The two researchers will share SKr11mn ($1.06mn) for their discovery of micro ribonucleic acid (microRNA) and its involvement in gene regulation, the Nobel Assembly said on Monday as it announced the first of its six annual awards.
Genes are the units of heredity passed from one generation to the next that determine physical and biological characteristics. MicroRNA has proved to be hugely important to understanding how organisms develop and function normally — and what has gone wrong when they do not.
The Nobel Assembly in Stockholm lauded Ambros and Ruvkun’s discovery as “seminal” and “unexpected”, revealing “a new dimension to gene regulation, essential for all complex lifeforms”.
“Their pioneering work into gene regulation by microRNAs paved the way for groundbreaking research into novel therapies for devastating diseases such as epilepsy,” said Janosch Heller, assistant professor in biomedical Sciences at Dublin City University. “[They] also opened our eyes to the wonderful machinery that controls what is happening in our cells.”
The prize-winning pair’s discovery transformed understanding of gene regulation thought to have been settled in the 1960s. Researchers then had established a mechanism involving DNA, the bearer of genetic information, and messenger RNA (mRNA), which carries instructions to synthesise crucial proteins.

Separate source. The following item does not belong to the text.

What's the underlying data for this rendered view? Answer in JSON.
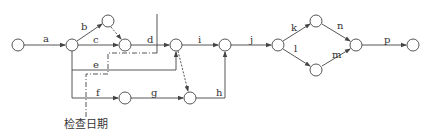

In this method, specialised proteins known as transcription factors bound themselves to specific regions in DNA, determining which types of mRNA were produced.
The Nobel Prize-winning breakthrough that revolutionised this model began with observations of a 1mm-long roundworm named Caenorhabditis elegans (C. elegans).
Ruvkun, born in 1952, and Ambros, born the following year, studied the creature as post-doctoral fellows in the late 1980s in the laboratory of Robert Horvitz, himself a Nobel Prize co-winner in 2002.
C. elegans is favoured by researchers because it contains within its tiny body specialist cell types such as nerves and muscles, making it a good model for bigger and more complex animals.
In the early 1990s, the researchers began finding results that appeared to show a new mechanism of gene regulation. Ambros, working at Harvard university, and Ruvkun, based at Massachusetts General Hospital and Harvard Medical School, realised they had discovered microRNA.
Further research has revealed that microRNA has been influencing gene regulation for hundreds of millions of years and has played a critical role in the evolution of complex organisms.
More than 1,000 types of microRNA have been identified and they are fundamental to the development of healthy cells and tissues. Abnormal functioning of microRNA can contribute to diseases from cancers to hearing loss, eye damage and skeletal disorders.
MicroRNA networks are observed to be disrupted in many tumours, offering avenues for research into potential cancer treatments.
Ambros is now a professor of natural science at the University of Massachusetts Medical School. Ruvkun is an investigator at Massachusetts General Hospital and Harvard Medical School.